Sport and physical activity at the heart of policy making, by Dr Richard Medcalf, Director, Institute of Human Sciences.

It is widely accepted that physical activity is central to our health and well-being. What we have seen since the emergence of the COVID-19 global pandemic is a huge change in our personal and collective physical activity habits, with all now taking place either in the home or in social isolation in our local area. At the same time there appears to have been a renewed appreciation for the need for exercise and the benefits that it brings. For many, the direct relationship between our time being physically active and our mental wellbeing has never been clearer.

The social distancing measures imposed during lockdown have changed our exercise habits overnight. Our enjoyment of team sports has been replaced by physical activity with our families; our gyms and leisure centres replaced by both synchronous and virtual activity in the home. For those able to exercise outside of the home there are, of course, a range of options to do so, but for many (including those shielding from the virus) the options are few and reliant on a capability and willingness to engage with online instruction and/or self-motivation without the benefit of peer support or interaction. Although we hope for the current restrictions to be short lived they have the potential to change the leisure landscape for ever. Changing habits will likely have a huge impact on public sector leisure, historically considered non-statutory and thus at significant risk of further cuts if not graced with a renewed set of protections.

Our community sports clubs have been hit hard by social restrictions and the cessation of all grassroots sport. On a national level Sport England have received praise for their response to the virus focussed on the #Stayinworkout campaign. This has been distilled locally by Active Partnerships such as Active Black Country who have been central to regional landscape with some great support for our local sporting infrastructure. There are also further useful resources from both CIMSPA and UKActive which those within the sector will no doubt be utilising. However for the general public the loss of both grassroot and elite (spectator) sport has left a significant hole in the social fabric of what sport means to many.

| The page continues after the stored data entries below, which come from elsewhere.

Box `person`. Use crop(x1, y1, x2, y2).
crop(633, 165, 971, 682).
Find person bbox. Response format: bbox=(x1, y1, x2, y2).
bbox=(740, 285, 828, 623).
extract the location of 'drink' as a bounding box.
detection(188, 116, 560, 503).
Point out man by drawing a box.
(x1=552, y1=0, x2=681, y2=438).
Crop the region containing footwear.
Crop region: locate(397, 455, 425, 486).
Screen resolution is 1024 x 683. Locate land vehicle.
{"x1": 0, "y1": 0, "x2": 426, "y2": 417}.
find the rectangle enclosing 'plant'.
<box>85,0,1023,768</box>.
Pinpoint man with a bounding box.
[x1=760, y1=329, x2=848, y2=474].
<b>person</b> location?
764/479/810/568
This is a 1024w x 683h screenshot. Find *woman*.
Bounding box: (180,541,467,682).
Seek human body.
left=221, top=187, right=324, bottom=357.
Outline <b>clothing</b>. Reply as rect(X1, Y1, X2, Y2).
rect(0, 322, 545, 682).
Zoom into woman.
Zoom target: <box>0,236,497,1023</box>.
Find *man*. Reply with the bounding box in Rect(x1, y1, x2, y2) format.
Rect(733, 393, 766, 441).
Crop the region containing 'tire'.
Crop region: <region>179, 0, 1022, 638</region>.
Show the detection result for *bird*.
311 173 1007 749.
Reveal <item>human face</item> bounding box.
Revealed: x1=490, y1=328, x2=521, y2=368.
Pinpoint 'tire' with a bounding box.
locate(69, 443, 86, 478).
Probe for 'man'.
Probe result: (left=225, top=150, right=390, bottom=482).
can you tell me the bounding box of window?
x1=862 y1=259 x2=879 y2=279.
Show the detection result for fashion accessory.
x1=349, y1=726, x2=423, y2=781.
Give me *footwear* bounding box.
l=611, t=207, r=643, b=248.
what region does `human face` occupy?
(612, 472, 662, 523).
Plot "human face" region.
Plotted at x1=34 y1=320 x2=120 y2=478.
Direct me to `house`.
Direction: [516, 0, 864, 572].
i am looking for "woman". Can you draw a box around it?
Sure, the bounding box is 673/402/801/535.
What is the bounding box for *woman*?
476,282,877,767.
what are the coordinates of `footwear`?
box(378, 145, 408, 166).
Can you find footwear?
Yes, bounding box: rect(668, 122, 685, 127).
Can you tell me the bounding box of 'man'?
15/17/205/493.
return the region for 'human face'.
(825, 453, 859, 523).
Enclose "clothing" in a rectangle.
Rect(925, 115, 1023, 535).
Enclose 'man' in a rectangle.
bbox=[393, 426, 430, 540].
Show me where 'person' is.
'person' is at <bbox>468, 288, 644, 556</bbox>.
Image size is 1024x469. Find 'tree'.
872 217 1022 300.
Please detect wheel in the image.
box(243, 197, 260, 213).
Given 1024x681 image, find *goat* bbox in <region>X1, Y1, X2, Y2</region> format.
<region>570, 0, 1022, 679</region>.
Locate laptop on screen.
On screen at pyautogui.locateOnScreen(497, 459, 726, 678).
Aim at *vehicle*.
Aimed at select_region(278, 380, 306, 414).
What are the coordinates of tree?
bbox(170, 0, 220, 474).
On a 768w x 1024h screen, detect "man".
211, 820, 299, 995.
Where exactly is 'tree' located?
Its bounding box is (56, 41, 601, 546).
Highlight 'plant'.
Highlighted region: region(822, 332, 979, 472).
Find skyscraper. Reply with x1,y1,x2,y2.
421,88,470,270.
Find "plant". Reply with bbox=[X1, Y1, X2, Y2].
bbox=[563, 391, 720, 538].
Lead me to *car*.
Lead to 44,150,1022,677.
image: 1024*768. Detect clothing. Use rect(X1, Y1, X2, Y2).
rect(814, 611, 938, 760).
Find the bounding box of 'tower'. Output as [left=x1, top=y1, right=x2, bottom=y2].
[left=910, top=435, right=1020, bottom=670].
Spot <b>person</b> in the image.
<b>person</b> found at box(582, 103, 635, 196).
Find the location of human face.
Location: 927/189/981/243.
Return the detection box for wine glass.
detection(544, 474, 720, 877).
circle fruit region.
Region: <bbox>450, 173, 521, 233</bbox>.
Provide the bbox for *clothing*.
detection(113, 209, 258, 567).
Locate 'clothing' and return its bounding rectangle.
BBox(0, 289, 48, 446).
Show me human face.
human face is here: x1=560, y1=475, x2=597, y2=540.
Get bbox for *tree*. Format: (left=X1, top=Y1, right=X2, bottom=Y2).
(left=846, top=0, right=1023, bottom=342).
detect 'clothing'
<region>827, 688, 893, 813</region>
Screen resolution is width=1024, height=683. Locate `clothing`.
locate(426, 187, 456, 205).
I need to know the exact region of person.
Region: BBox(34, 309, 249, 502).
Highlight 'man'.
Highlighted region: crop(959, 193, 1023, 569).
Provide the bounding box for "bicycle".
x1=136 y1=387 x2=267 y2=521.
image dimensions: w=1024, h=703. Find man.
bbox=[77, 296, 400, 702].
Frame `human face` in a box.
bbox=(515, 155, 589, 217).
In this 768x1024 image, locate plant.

As Government policy and public health guidelines evolve over the coming months it is becoming clearer that sport and physical activity will be central to the national response to COVID-19. Indeed it is now one of the first restrictions relaxed by governments, with a more permissive approach to more than one form of exercise per day in many countries. The implicit assumption therein that physical activity is at the heart of our response to the virus and thus the short term policy making agenda. For example we have seen a renewed importance placed upon active transport with a significant and welcome emphasis placed upon walking and cycling, including new statutory guidance on reallocating road space in our towns and cities.

Despite many decades of advocacy, the coronavirus has elevated physical activity and exercise and given a renewed focus to their well-established benefits. Those lobbying for physical activity have long attempted to hard wire it into “bigger ticket” policy agendas such as housing, digital and transport. We should now contend that it has an elevated status in its own right, although it is unclear whether this is a short-term focus or one which will sustain.